It’s Unnatural, it seems
By Adam Morgan, 1/09/2010
Sir Richard Branson’s mum weighed into the whole ‘Are great challengers born or made?’ debate with a little family history of her own last week. The man himself had not found enough wind to complete his attempt to become the fastest and oldest kiteboarder to cross the English Channel, but was phlegmatic about it – he rarely, he said, every completed an adventure at the first attempt.
But it was his mother, Eve, who stole the show. She was quoted in The Guardian as saying, as she watched the attempt from the beach: “He’s always thinking up something to do next. It may be that I made him a bit like that because I set him things that one really shouldn’t set a child, such as dropping him in the middle of Devon and saying, ‘Find your way home, I’ll meet you down the bottom of the hill,’ when he was about five or six. I didn’t want him just to be a dull little child.”
It is not simply small brands that one wants to avoid being dull little children, it seems. And it is the age at which she did this to the infant knight that is so interesting, shocking even (she’d probably get locked up for it if she tried it today). She really wired a sense of his own ability to go it alone into him at a very, very early age.
I wonder what the implications are for a 15 year old schoolchild, or a 25 year old brand manager. What’s the equivalent of dropping them off in the middle of Devon and telling them to find their way home, so that they become more entrepreneurially interesting?
And bearing in mind that to really translate it properly, it needs to be borderline ‘shocking’?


An exact copy of every record is needed, with all pictures omitted.

Records from a data collection:
────────────────────

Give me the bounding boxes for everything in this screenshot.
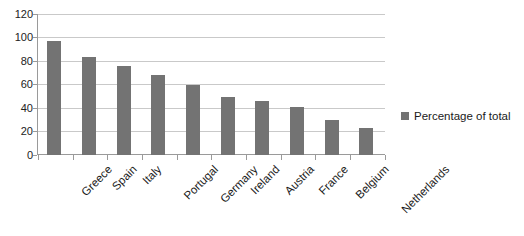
legend-swatch-icon (401, 112, 409, 120)
x-label-spain: Spain (110, 163, 139, 192)
legend: Percentage of total (401, 110, 511, 122)
x-label-austria: Austria (282, 163, 316, 197)
x-label-portugal: Portugal (182, 163, 221, 202)
x-label-italy: Italy (140, 163, 163, 186)
x-label-greece: Greece (79, 163, 114, 198)
x-label-netherlands: Netherlands (399, 163, 451, 215)
x-label-france: France (316, 163, 350, 197)
legend-label-percentage-of-total: Percentage of total (414, 110, 511, 122)
bar-chart: 120 100 80 60 40 20 0 (0, 0, 524, 236)
x-label-belgium: Belgium (353, 163, 391, 201)
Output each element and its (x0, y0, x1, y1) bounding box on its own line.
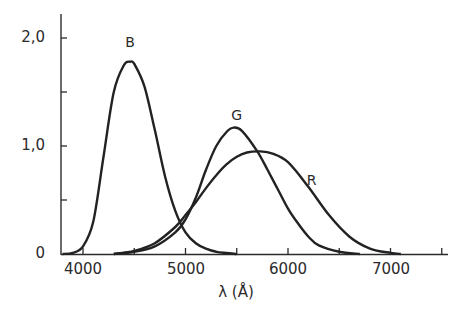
curves (63, 61, 401, 254)
x-axis-label: λ (Å) (218, 283, 254, 301)
x-tick-label-7000: 7000 (372, 260, 410, 278)
y-ticks (61, 38, 67, 200)
y-tick-label-2: 2,0 (5, 28, 45, 46)
y-tick-label-1: 1,0 (5, 136, 45, 154)
curve-r (114, 151, 401, 254)
y-tick-label-0: 0 (5, 244, 45, 262)
x-tick-label-6000: 6000 (269, 260, 307, 278)
x-tick-label-5000: 5000 (167, 260, 205, 278)
series-label-g: G (231, 107, 242, 123)
series-label-r: R (307, 172, 317, 188)
series-label-b: B (125, 34, 135, 50)
curve-g (114, 128, 360, 254)
x-tick-label-4000: 4000 (64, 260, 102, 278)
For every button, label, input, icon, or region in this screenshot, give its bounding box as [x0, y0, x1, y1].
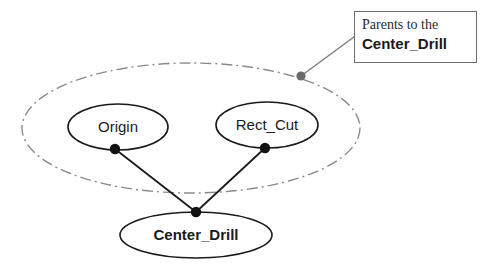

────────────────────

▶ WRITTEN ANSWER:
Give me the bounding boxes for everything in this screenshot.
legend-swatch-icon (401, 112, 409, 120)
x-label-spain: Spain (110, 163, 139, 192)
legend: Percentage of total (401, 110, 511, 122)
x-label-austria: Austria (282, 163, 316, 197)
x-label-portugal: Portugal (182, 163, 221, 202)
x-label-italy: Italy (140, 163, 163, 186)
x-label-greece: Greece (79, 163, 114, 198)
x-label-netherlands: Netherlands (399, 163, 451, 215)
x-label-france: France (316, 163, 350, 197)
legend-label-percentage-of-total: Percentage of total (414, 110, 511, 122)
bar-chart: 120 100 80 60 40 20 0 (0, 0, 524, 236)
x-label-belgium: Belgium (353, 163, 391, 201)
Output each element and its (x0, y0, x1, y1) bounding box on its own line.
curves (63, 61, 401, 254)
x-axis-label: λ (Å) (218, 283, 254, 301)
x-tick-label-7000: 7000 (372, 260, 410, 278)
y-ticks (61, 38, 67, 200)
y-tick-label-2: 2,0 (5, 28, 45, 46)
y-tick-label-1: 1,0 (5, 136, 45, 154)
curve-r (114, 151, 401, 254)
y-tick-label-0: 0 (5, 244, 45, 262)
x-tick-label-6000: 6000 (269, 260, 307, 278)
x-tick-label-5000: 5000 (167, 260, 205, 278)
series-label-g: G (231, 107, 242, 123)
series-label-r: R (307, 172, 317, 188)
series-label-b: B (125, 34, 135, 50)
curve-g (114, 128, 360, 254)
x-tick-label-4000: 4000 (64, 260, 102, 278)
For every button, label, input, icon, or region in this screenshot, give its bounding box as [x0, y0, x1, y1].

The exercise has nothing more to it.